Chapter Text
He'd always been good at hiding his pain, had Martin. It's something you learn when you grow up queer on a rough council estate. Not that he ever told anyone he was queer, but they bullied him for it anyway, even when he was presenting as feminine as he could. They'd always find an excuse -- that's what bullies did. Either way, part of him thanks them for it now. He learned a lot from them; how to swing a punch they can't block, how to stand his ground, how to not cry in a confrontation, how to hide when the fist in his stomach made him feel sick with pain.
That's why it was easy when he started getting aches every morning, shocks of pain that left him biting back groans, no matter what he did. He went to a doctor, of course, in between caring for his mother and trying to catch up on coursework, but they put it down to puberty, down to period pains, down to a growing body.
Eventually, he got a diagnosis that sounded a little more right: a soulmate. The concept wasn't rare, but it was far from common. His manifestation, though -- sharing primarily the pain of his soulmate -- was said to be one of those symptoms less commonly associated with the entire phenomenon. Within the freaks, he was, once again, alone.
It was deeply and awfully poetic to a sixteen year old Martin that his first impression of the person destined to fit him perfectly was through the pain they unknowingly inflicted on him. Still, it gave him an explanation, and a free prescription for some heavy duty pain medication to take on the worse days. He saved them, still; it was in his nature not to waste things, and they made him too drowsy to look after his mum. Between a high tolerance and a deep set resistance to wasting the little blue pills, he was good at hiding a wince or a pang of pain.
Still, he couldn't help but wonder why his soulmate hurt so much. He had theories, of course. Maybe they were an athlete, always pushing their body to the limit, honing their form... The thought made him blush. Even if soulmates didn't 'have' to be romantic or sexual in nature (as the books he'd hauled home from the library, buried under his PE kit, had stressed), there was an expectation associated with the phenomenon, and if he was going to end up with a beefcake... Well, his hormone-addled teen mind wasn't about to reject the idea. There were other, less savoury theories, too. He didn't like to dwell on those.

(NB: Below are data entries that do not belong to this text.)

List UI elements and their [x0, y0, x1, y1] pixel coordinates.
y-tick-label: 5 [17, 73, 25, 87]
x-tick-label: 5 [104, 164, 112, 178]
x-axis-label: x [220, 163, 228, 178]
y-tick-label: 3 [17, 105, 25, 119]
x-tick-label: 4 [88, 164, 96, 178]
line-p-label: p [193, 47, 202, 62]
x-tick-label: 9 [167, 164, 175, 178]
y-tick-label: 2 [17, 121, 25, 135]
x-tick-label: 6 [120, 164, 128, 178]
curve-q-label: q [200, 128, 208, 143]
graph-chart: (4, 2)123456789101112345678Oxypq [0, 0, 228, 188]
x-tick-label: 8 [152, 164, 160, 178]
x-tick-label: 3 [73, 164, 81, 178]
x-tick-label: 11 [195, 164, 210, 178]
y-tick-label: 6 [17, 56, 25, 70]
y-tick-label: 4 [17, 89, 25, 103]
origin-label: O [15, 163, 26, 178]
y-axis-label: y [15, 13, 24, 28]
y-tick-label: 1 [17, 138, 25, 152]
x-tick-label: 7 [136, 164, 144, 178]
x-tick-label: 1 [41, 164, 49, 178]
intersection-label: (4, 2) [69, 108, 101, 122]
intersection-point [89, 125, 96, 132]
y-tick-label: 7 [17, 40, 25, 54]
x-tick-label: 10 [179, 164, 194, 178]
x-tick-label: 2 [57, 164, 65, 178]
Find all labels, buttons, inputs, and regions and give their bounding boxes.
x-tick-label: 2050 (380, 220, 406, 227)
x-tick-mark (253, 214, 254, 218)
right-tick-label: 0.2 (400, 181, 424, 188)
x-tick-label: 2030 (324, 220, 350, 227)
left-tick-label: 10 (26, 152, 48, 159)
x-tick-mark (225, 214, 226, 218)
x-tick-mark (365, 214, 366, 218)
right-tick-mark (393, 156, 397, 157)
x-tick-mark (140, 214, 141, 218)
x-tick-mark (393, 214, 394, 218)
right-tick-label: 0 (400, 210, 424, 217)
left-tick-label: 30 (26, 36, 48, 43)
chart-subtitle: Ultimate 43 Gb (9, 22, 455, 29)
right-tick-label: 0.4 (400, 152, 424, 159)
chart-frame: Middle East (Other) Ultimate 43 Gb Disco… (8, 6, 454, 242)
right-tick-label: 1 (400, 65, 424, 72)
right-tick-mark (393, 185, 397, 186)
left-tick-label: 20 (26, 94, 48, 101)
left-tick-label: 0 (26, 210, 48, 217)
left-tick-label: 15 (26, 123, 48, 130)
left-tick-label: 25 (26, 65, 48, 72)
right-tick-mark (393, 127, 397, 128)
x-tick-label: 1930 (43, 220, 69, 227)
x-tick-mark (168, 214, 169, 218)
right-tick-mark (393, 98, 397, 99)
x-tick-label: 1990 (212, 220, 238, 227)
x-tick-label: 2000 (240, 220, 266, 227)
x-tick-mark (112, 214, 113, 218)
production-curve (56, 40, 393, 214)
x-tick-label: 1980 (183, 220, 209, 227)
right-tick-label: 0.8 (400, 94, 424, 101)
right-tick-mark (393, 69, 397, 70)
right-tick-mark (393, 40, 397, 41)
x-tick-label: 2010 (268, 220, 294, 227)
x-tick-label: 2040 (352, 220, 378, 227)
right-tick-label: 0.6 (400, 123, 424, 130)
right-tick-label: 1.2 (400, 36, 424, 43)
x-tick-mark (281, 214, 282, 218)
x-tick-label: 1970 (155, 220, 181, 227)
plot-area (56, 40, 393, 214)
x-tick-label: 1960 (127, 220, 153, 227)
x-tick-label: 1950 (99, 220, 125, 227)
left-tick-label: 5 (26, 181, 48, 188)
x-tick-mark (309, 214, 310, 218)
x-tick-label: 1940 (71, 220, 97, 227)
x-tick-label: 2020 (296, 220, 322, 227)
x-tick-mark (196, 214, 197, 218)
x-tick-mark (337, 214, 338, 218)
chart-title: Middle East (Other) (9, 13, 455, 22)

He just hoped that -- whatever the reason, they had the pills too, and the sense to use them for their own pain, let alone that which Martin was sharing with them.
He did his best not to get into fights after the diagnosis. Not that he went looking for them before, but sometimes it was the fastest way out of a situation. By the time he was 17, he'd packed on a fair amount of solid muscle from his odd jobs in factories and on deliveries, and he was happy to use it if it meant getting out of a circle of intimidating assholes that bit sooner. Knowing someone else would have a black eye made that seem less appealing. That was when he picked up running. He was too big to hide effectively in the narrow streets, but he could run like the wind when the whim took him. It was freeing, too; the world, unable to keep up with him; the bullies, out of breath a three blocks away; the pounding of his heart and the welcome reminder of his feet as he hammered against the pavement, past the river, under the bridge, to wherever he was safe this week. His soulmate, he decided, wouldn't mind the dull ache of his thighs, underneath the shooting pains of their spine. Better than an undeserved beating, at least.
His mother disapproved of the whole deal. Martin hadn't even known you could disapprove of an illness . It wasn't like he chose to be cosmically linked to someone who spent all day in pain. But she found her ways to make it his fault, and he accepted it as another thing he'd failed her for. Everything became routine, eventually, be it pain, or just plain acceptance of his own uselessness. And when it was routine, it could be ignored, or numbed.